Tradition of the Month: “Ever Reminding Us”

12. Anonymity is the spiritual foundation of all our Traditions, ever reminding us to put principles before personalities.

Ever reminding us? Really? What kind of nag was Bill Wilson when he wrote this, anyway? Do we really need constant reminding that spiritual principles come before personalities? Well, all of the human history, and especially the collective Twelve Step experience, vociferously say Yes!

Human history is filled with good gone wrong. There’s the idea of “lethal mutation” where a good idea becomes popular and, like in a game of telephone, is turned into its opposite by excited people retelling and incorrectly or selfishly implementing it.
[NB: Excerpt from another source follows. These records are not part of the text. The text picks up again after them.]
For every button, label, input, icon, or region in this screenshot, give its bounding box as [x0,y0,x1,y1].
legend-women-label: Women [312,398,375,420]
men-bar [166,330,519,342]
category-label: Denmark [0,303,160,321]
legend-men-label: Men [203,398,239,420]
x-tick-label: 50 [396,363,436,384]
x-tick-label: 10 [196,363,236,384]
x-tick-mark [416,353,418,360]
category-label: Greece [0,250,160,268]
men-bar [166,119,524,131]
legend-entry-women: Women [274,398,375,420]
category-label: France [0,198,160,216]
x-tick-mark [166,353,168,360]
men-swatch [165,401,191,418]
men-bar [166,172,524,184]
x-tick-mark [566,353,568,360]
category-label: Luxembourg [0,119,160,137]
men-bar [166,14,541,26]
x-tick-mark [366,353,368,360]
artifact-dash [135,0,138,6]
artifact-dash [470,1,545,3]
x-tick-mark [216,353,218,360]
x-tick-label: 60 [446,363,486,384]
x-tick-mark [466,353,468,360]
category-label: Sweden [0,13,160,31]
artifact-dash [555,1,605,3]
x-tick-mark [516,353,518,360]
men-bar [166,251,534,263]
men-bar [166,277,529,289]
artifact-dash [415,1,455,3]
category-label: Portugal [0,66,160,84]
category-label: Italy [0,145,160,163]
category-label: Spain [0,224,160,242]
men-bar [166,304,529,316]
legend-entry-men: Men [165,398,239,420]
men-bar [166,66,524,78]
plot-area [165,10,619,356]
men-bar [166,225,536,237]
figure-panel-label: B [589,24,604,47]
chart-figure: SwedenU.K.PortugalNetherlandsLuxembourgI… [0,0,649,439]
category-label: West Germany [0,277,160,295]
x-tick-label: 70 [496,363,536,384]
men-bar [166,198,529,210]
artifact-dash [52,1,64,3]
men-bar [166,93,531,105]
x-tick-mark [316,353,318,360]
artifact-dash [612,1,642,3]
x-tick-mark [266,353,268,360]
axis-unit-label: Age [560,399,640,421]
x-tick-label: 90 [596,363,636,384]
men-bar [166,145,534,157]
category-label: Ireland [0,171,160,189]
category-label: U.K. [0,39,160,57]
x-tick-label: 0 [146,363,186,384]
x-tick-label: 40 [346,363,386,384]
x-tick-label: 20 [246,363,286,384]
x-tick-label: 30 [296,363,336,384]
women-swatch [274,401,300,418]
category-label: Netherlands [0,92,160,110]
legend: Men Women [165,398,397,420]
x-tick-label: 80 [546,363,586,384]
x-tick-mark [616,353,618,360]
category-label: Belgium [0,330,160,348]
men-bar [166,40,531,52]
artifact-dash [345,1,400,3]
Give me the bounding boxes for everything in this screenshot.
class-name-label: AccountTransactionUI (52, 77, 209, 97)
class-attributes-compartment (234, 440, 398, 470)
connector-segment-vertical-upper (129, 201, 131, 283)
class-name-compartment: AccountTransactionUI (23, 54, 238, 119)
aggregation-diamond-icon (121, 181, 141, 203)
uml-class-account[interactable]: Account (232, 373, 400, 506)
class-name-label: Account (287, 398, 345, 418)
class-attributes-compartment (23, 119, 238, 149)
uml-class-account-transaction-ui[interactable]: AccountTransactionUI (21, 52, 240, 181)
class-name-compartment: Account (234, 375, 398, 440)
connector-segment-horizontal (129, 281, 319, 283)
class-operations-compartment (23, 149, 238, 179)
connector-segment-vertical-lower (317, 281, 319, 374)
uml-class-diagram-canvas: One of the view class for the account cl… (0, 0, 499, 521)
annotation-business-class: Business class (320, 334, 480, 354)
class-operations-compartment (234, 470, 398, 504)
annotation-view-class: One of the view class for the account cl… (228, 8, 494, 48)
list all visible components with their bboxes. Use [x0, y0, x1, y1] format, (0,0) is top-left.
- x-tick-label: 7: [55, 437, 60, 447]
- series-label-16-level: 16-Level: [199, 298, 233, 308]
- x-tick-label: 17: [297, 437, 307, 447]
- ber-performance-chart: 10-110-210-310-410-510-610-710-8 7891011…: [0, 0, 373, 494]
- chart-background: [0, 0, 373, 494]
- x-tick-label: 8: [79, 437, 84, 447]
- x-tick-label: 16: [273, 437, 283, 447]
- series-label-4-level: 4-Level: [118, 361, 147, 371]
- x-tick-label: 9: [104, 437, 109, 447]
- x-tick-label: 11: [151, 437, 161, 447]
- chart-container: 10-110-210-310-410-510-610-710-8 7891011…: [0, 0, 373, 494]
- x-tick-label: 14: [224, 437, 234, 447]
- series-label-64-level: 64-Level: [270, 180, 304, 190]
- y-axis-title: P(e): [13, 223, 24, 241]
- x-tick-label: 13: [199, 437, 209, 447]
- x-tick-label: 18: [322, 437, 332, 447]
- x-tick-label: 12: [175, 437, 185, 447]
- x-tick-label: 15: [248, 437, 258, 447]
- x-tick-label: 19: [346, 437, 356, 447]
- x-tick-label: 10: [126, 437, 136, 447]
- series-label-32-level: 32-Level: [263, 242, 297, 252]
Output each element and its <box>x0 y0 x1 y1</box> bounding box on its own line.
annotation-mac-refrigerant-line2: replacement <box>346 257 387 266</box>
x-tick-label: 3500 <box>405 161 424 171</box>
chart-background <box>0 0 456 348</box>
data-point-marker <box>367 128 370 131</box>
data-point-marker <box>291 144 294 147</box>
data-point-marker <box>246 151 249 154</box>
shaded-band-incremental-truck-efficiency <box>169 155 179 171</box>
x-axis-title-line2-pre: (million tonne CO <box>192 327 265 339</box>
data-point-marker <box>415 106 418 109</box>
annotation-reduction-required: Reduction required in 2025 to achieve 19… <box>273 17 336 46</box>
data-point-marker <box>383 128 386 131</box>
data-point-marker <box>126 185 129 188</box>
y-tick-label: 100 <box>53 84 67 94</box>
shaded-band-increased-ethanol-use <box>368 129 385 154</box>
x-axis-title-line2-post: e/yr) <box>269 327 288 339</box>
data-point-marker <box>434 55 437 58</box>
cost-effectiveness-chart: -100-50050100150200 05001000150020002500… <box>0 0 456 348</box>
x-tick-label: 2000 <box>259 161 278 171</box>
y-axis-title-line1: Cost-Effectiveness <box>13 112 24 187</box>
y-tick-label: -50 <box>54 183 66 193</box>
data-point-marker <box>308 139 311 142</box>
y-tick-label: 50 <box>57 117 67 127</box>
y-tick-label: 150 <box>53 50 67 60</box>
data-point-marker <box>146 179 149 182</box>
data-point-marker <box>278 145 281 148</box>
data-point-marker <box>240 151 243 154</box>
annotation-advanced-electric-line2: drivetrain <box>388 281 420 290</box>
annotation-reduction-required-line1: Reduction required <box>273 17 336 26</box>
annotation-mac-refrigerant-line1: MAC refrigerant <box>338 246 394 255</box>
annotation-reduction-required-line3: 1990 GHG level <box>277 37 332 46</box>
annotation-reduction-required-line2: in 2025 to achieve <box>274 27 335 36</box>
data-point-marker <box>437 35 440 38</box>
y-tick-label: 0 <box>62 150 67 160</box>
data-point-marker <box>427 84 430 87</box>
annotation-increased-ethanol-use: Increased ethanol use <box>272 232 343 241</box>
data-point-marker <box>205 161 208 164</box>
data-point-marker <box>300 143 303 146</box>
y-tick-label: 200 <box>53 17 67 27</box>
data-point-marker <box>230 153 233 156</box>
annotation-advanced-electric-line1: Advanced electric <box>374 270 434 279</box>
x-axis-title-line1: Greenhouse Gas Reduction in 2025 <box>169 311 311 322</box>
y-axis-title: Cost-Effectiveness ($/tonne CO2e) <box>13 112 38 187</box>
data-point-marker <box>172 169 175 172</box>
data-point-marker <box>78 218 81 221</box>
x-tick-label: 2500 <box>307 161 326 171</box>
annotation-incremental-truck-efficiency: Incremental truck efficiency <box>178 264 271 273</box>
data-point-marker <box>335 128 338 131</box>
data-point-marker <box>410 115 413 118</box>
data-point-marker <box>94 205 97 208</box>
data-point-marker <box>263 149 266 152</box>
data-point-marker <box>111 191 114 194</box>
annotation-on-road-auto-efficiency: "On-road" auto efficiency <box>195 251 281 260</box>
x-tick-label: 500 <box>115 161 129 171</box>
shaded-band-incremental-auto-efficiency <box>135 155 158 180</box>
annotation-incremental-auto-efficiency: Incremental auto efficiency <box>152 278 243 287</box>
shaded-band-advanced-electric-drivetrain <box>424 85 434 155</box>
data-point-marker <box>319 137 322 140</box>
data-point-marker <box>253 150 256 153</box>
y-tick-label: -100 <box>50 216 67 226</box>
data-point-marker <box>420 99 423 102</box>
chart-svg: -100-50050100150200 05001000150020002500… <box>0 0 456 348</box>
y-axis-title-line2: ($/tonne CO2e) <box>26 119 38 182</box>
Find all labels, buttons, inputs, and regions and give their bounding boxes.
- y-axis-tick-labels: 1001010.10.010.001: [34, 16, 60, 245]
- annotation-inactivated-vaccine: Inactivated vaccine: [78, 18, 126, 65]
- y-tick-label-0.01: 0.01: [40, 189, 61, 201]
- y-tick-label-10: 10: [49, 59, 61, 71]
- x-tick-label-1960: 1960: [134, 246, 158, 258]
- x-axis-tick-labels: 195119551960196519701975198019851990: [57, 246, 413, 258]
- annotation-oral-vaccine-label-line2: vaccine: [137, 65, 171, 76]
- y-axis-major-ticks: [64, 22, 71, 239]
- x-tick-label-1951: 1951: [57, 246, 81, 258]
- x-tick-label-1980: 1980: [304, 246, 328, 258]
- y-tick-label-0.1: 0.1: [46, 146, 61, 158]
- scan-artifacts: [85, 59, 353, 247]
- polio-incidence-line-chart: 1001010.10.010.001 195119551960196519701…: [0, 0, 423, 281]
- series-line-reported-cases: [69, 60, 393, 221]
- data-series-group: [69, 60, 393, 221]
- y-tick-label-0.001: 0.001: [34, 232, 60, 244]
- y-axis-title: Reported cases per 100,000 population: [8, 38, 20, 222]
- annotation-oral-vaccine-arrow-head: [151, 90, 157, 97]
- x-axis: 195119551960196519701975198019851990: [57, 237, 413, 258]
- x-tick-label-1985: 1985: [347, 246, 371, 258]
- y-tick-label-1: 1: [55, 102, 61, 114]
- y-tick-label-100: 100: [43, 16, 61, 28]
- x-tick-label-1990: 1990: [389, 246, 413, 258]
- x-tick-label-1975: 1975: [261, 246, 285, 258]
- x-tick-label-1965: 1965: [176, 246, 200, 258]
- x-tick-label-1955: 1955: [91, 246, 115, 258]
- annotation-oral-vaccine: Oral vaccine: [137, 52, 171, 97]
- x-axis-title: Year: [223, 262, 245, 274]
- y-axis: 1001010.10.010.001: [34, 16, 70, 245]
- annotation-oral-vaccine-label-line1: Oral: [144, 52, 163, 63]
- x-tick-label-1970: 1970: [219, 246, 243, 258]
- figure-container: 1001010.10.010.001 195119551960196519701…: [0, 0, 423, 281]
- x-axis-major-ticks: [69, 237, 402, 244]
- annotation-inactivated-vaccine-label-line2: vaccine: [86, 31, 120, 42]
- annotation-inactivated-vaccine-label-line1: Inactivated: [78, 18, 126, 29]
Many helpful notions turn dark once other human beings discover how to leverage them for personal gain, or out of sheer ignorance of core principles.

These are lessons we OAers need to heed. If we are to overcome the killing disease of food addiction one day at a time, we must have OA to help us, and OA won’t survive if we don’t take special care to see that our spiritual principles are followed.

But “ever reminding us”?

Turns out we do need continual reminders. We addicts are prone to strange moods and twists of mind, and our disease is opportunistic. It will use our own sense of pride and our ego to kill us. We think we can sharpen up the spiritual principles that our founders presented. We’ll make them even better. Maybe discard this one in this situation to make that one better. We’ll add a little here and nip and tuck a little there to get it just right. Or maybe we’ll flout those principles all together because, hey, we got this. Next thing you know, it’s not OA anymore. Next thing you know, no one is recovering anymore, and meetings close. Next thing you know, we’re back in the food.

We need to be endlessly reminded because our disease doesn’t take vacation days. Instead it constantly works on us. Addiction is a chronic illness that cannot be cured. Our therapy is a one-day-at-a-time spiritual toolkit that leads us to our Higher Power who helps remain free. Are we so arrogant as to think that once we’re recovered we can start calling the shots for a program we were given and asked to protect?

Who among us forgets that the first bite leads to madness? We know this like we know our names. Yet, some of us nonetheless reach for it again, even after years of recovery. We absolutely accept that we need to be reminded of our vulnerability to food all the time. The same is true of our vulnerability to the emotional aspect of our disease. The control we like to exert and the egoic thinking that leads to the first bite lurks in even more nooks and crannies than the physical compulsion to eat. We desperately need to understand that our mind, even in recovery, can be a place where what we think is our best thinking is actually our worst.

Ever reminded? We can’t hear it enough. But thanks to Tradition Twelve we can easily remember how valuable this program is to us and how to put that value into action by upholding our traditions.